Already a member? Go here to log in and view the entire paper!

Join Now!
by: Credit Card
Join Now!
by: Online Check
Membership Benefits

LEARNING & TEACHING BUSINESS ENGLISH WRITING

This is an excerpt from the paper...

LEARNING & TEACHING BUSINESS ENGLISH

An essay for teachers of Chinese-speaking students

I. Defining the field, Establishing the Background

II. Writing: The American Interlocutor and Pedagogical Approaches

Composition as unique linguistic form

V. Identifying some specific problems for Chinese students

LEARNING AND TEACHING BUSINESS ENGLISH WRITING

An Essay for Teachers of Chinese-speaking Students

Defining the Field, Establishing the Background

. . .
-a controlled composition approach (Fill-ins, substitutions, transformations, completions, and, later, sentence combining). Writing reinforced and tested knowledge of grammar. Kaplan's contrastive rhetoric (Kaplan, 1966) was more concerned with rhetorical form and led to compensatory exercises which trained in the recognition and use of examples, illustrations, and topic sentences. The stress was on writing from outlines, on paragraph completion, and of reordering of scrambled paragraphs. In the late '70s and early '80s one saw a reaction against form-focused methods towards an interest in writing-content focused methods. In writing, as in speech, emphasis on fluency tended to replace that on accuracy. The focus was more on the process of writing than on the product (see, f.i., Zamel, 1983). The shift, thus, was towards language as communication and as learner's processing mechanisms and styles. The late 1980s found another reversal or shift of concern. From an interest on how the writer processes information to create, researchers and teachers focused on what the writer processes, i.e. on content and on the demands of the market--whether academic or business.
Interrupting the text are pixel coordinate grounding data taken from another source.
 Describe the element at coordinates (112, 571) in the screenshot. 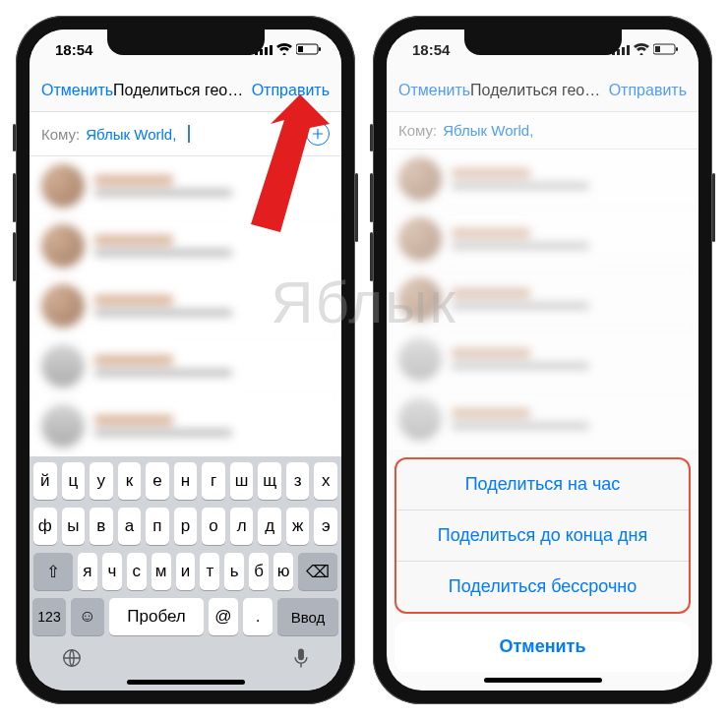

I see `key: ч` at that location.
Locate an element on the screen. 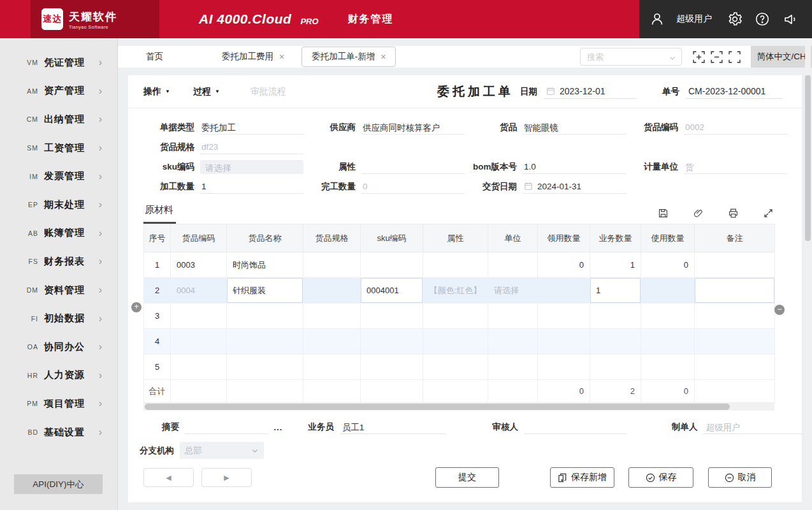 The height and width of the screenshot is (510, 812). remove-row-button: − is located at coordinates (779, 310).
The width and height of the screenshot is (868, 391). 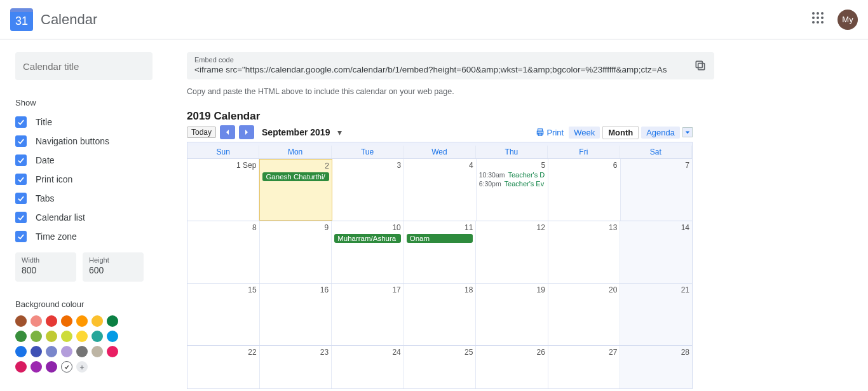 What do you see at coordinates (585, 189) in the screenshot?
I see `day-cell: 6` at bounding box center [585, 189].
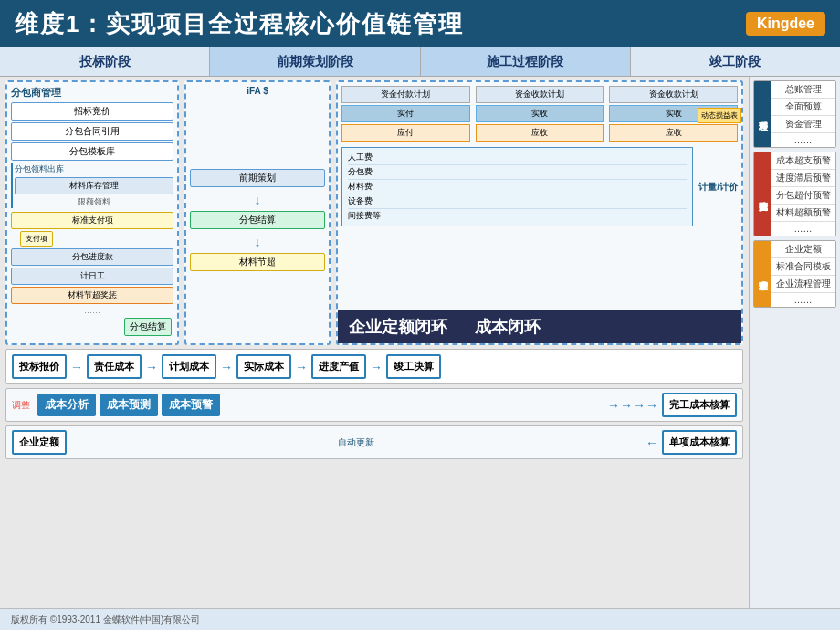 The width and height of the screenshot is (840, 630). I want to click on cost-items-area: 人工费 分包费 材料费 设备费 间接费等, so click(517, 186).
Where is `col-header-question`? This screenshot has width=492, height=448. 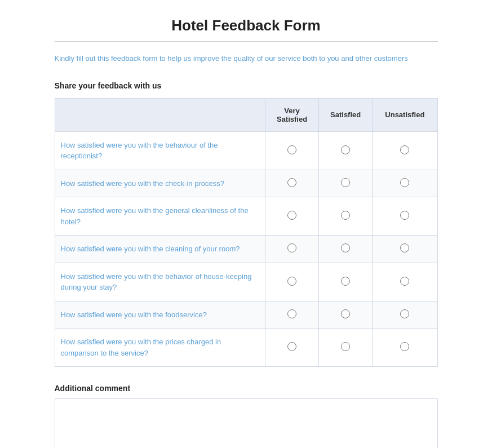 col-header-question is located at coordinates (160, 115).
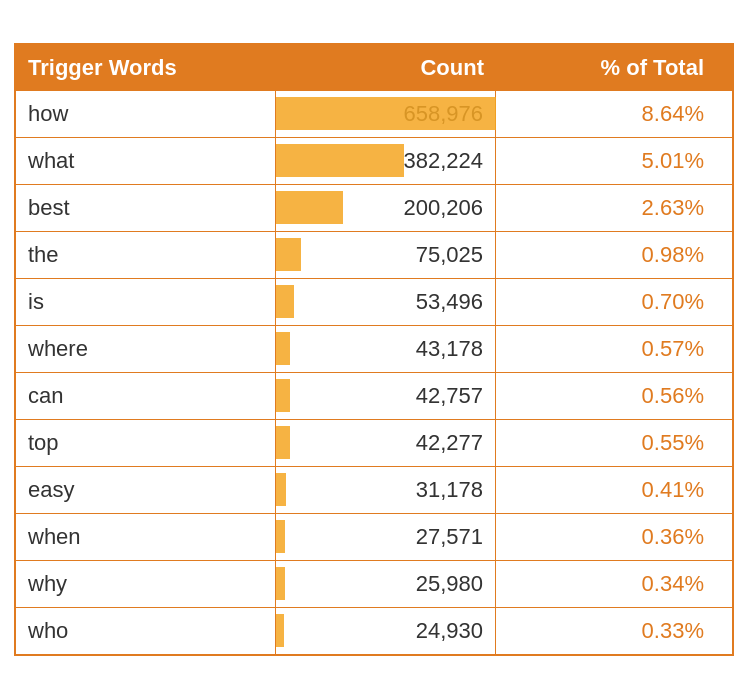 This screenshot has height=698, width=748. What do you see at coordinates (386, 443) in the screenshot?
I see `cell-count: 42,277` at bounding box center [386, 443].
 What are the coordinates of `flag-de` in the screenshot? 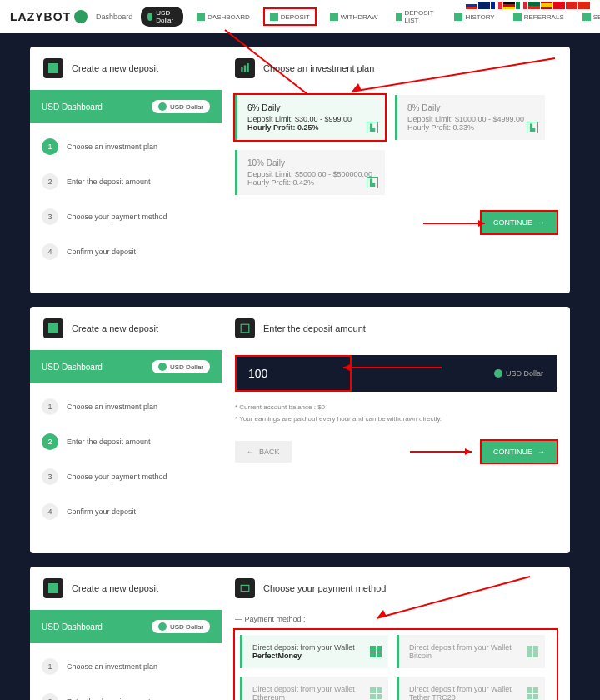 It's located at (509, 5).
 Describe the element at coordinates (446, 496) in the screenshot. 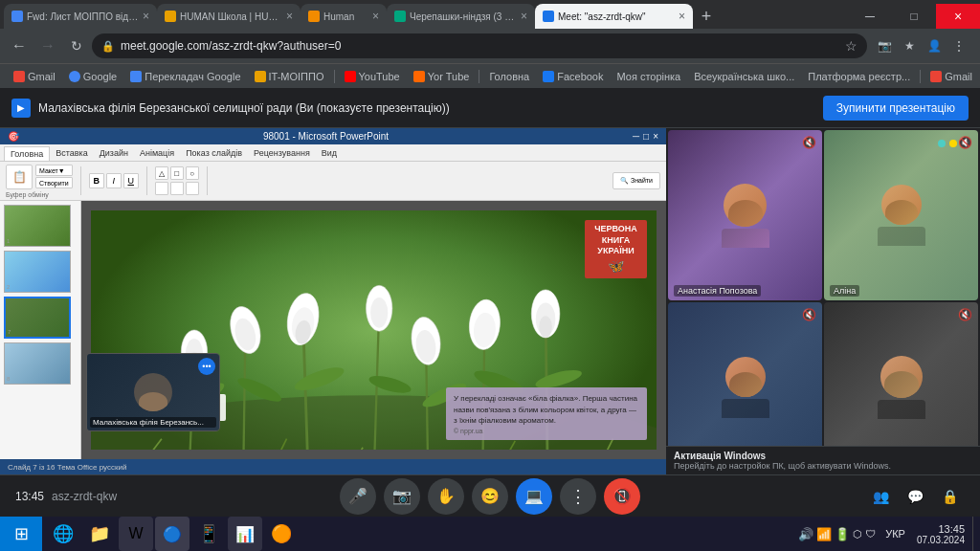

I see `hand-raise-button: ✋` at that location.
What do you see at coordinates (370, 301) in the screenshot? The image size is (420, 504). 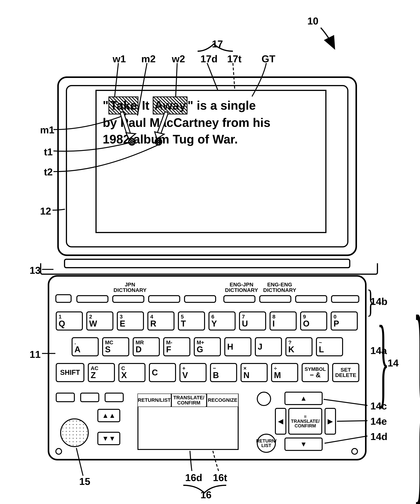 I see `brace-14b: }` at bounding box center [370, 301].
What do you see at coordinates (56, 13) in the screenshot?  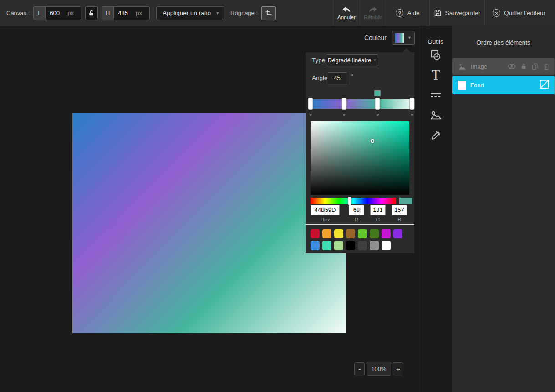 I see `canvas-width-input` at bounding box center [56, 13].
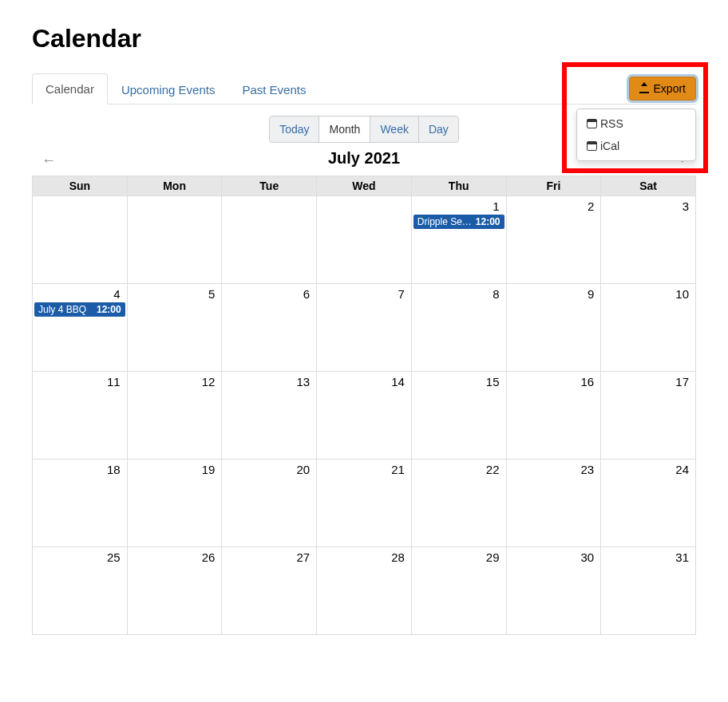 This screenshot has height=702, width=728. What do you see at coordinates (274, 89) in the screenshot?
I see `tab-past-events: Past Events` at bounding box center [274, 89].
Linguists, such as Mohan (1986), proposed a content-based approach.
. . .

Some common words found in the essay are:
Business English, Over-familiarity American, Asia Based, Teaching Strategies, CIF Taipei, EFL ESP, Errors Verbs, Monetary Practices, Written English, Chinese German, business english, english language, los angeles, university press, university california, angeles ca, ca university california, los angeles ca, phd candidate, ca university, angeles ca university, dissertation los, university california los, california los, dissertation los angeles,
Approximate Word count = 7028
Approximate Pages = 28 (250 words per page)

More Essays on LEARNING & TEACHING BUSINESS ENGLISH WRITING

Phonemes ampamp Graphemes in the English Language 1799 words
Teaching Students for the Real World 2509 words
Eclectic Approach to Teaching English 4128 words
English language in Japan 4282 words
New American Schools 2560 words
ComputerAssisted Instruction IN TEACHING ENGLI 3228 words
Using Peer Groups to Assist Nonnative Speakers 1657 words
Selection of ESL Didactic Materials 1764 words
English for Specific Purposes 8793 words
Written Communications in Business 2927 words
Membership Benefits
Click here to Join Now!
by: Credit Card
Click here to Join Now!
by: Online Check






to Over 32,000 Professionally Written Papers!!!
 


All papers are for research and reference purposes only!